● **WORK ORDER**: For the records below, print the lines from the line with "Image resolution: width=728" through the line with "This screenshot has height=659, width=644." exactly as written; include both end lines and exclude the rest.

● **ENTRIES PROVIDED**:
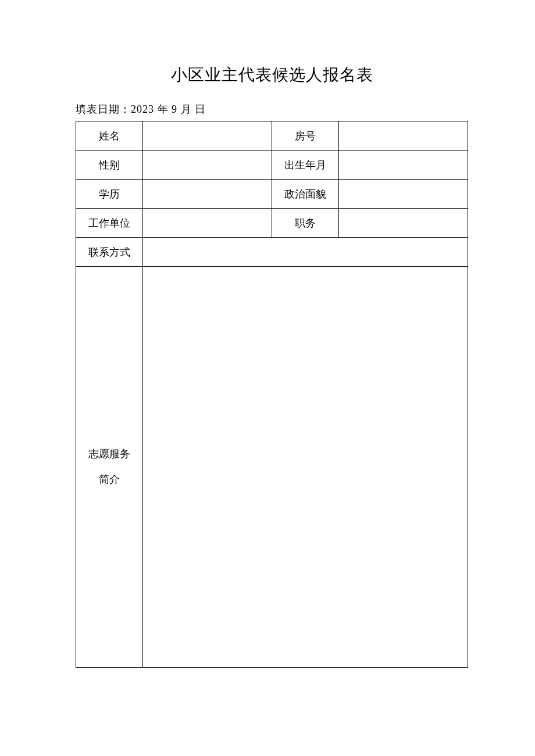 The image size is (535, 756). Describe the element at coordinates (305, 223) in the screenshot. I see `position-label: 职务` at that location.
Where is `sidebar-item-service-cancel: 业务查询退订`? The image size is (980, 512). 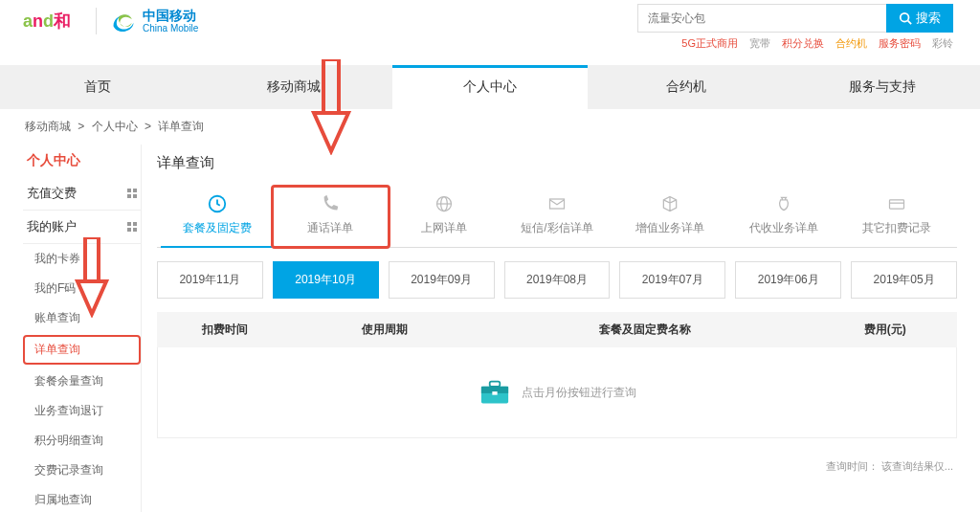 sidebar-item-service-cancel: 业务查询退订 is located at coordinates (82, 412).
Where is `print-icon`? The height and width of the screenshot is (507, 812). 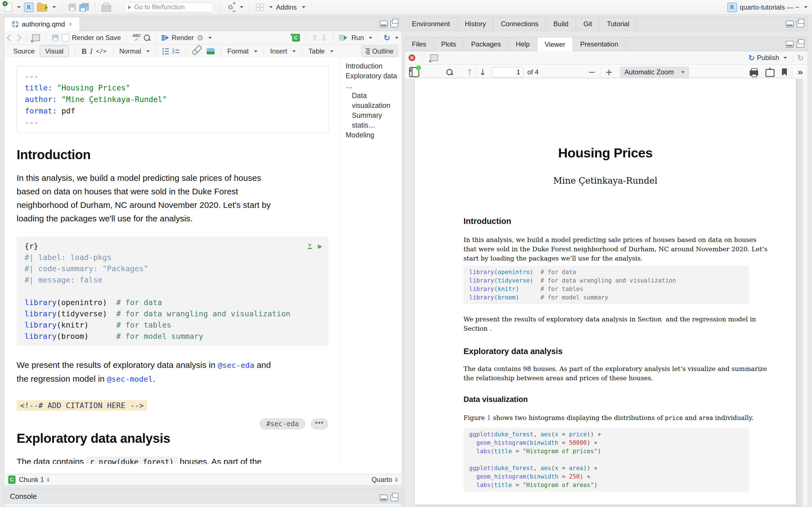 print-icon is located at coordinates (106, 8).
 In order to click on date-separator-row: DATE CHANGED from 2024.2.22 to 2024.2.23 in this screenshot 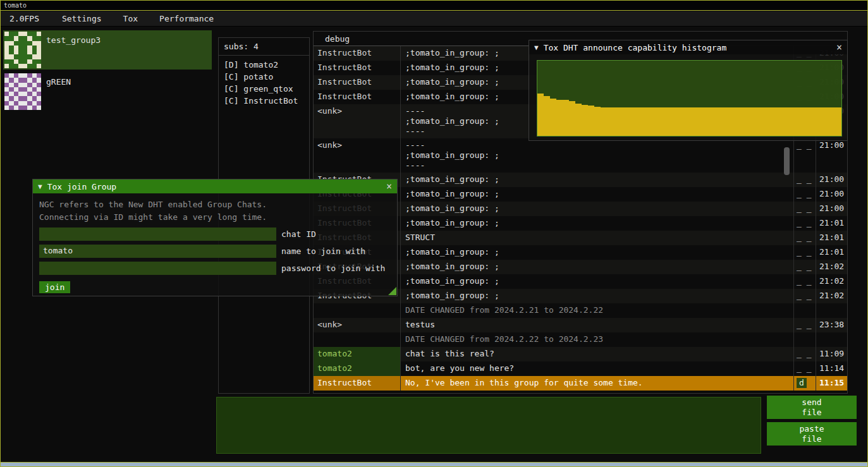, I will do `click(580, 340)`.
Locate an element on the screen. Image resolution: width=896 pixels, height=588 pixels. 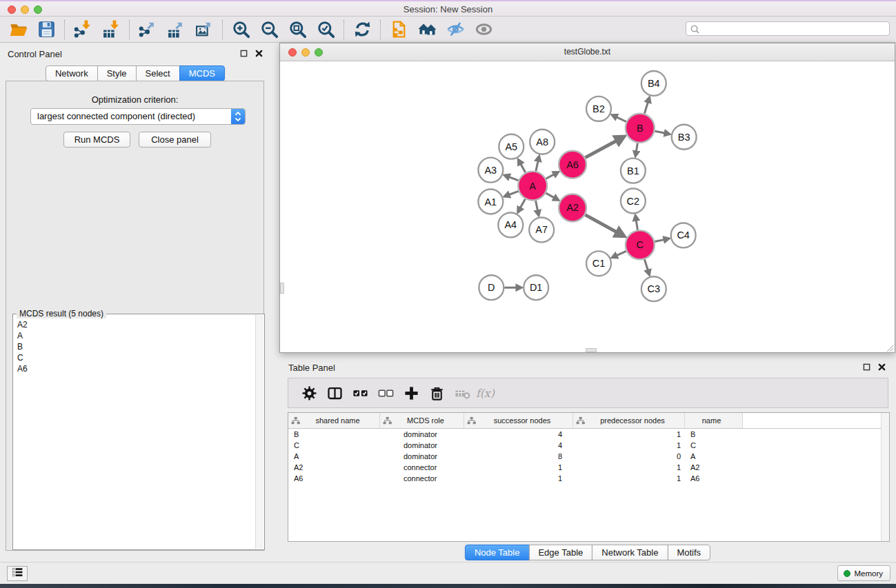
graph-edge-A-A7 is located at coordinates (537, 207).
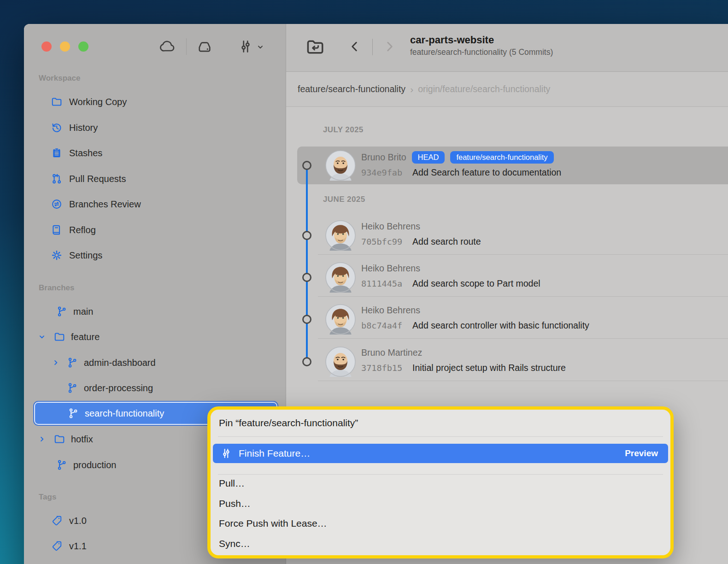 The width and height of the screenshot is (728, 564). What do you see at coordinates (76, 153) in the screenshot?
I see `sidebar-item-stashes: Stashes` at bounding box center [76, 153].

==

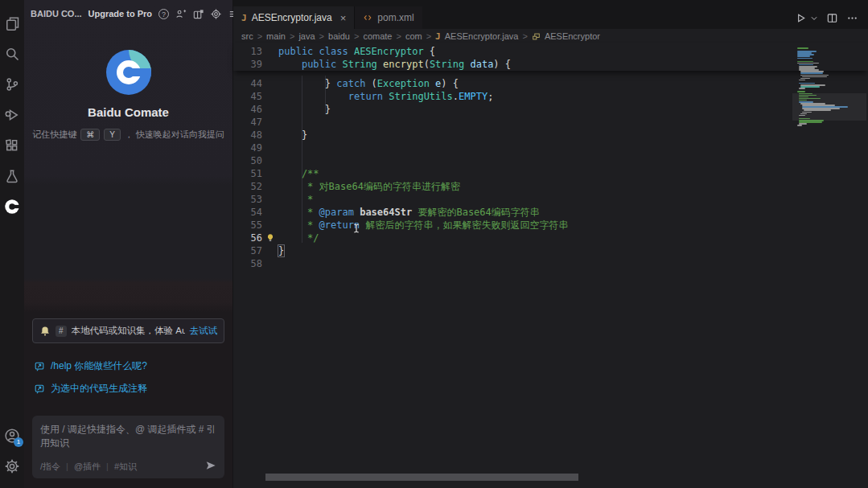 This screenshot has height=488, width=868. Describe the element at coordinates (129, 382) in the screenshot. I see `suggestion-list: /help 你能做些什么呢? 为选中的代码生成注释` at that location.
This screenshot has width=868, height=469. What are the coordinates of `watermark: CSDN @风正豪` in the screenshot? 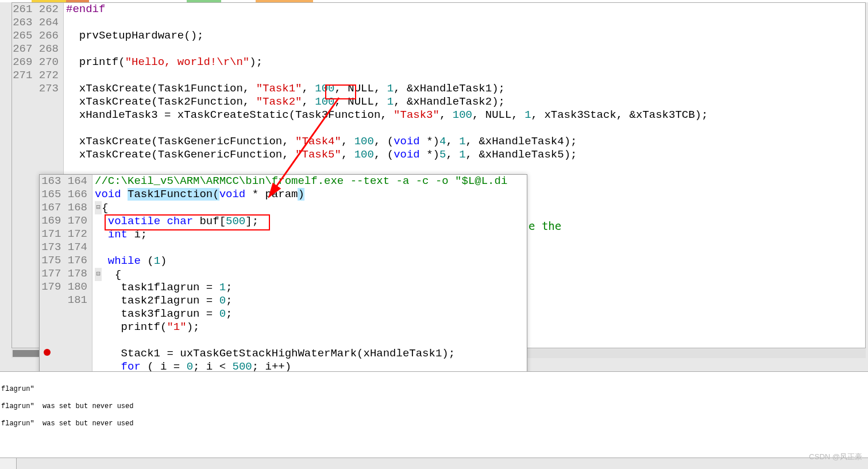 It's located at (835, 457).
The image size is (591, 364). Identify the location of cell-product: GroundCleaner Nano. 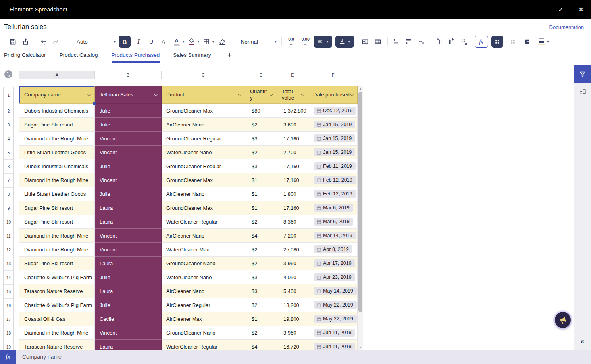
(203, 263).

==

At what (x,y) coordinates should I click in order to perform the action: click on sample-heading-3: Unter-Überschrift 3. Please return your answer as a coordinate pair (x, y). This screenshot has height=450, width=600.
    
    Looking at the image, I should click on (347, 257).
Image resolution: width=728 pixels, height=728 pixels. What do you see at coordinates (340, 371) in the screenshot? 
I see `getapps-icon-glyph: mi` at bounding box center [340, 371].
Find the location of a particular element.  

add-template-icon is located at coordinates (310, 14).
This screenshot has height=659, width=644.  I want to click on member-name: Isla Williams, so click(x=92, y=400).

● **OUTPUT OF THE EXERCISE**:
Image resolution: width=728 pixels, height=728 pixels. What do you see at coordinates (340, 371) in the screenshot? 
I see `getapps-icon-glyph: mi` at bounding box center [340, 371].
Find the location of a particular element.  

add-template-icon is located at coordinates (310, 14).
This screenshot has height=659, width=644.  I want to click on member-name: Isla Williams, so click(x=92, y=400).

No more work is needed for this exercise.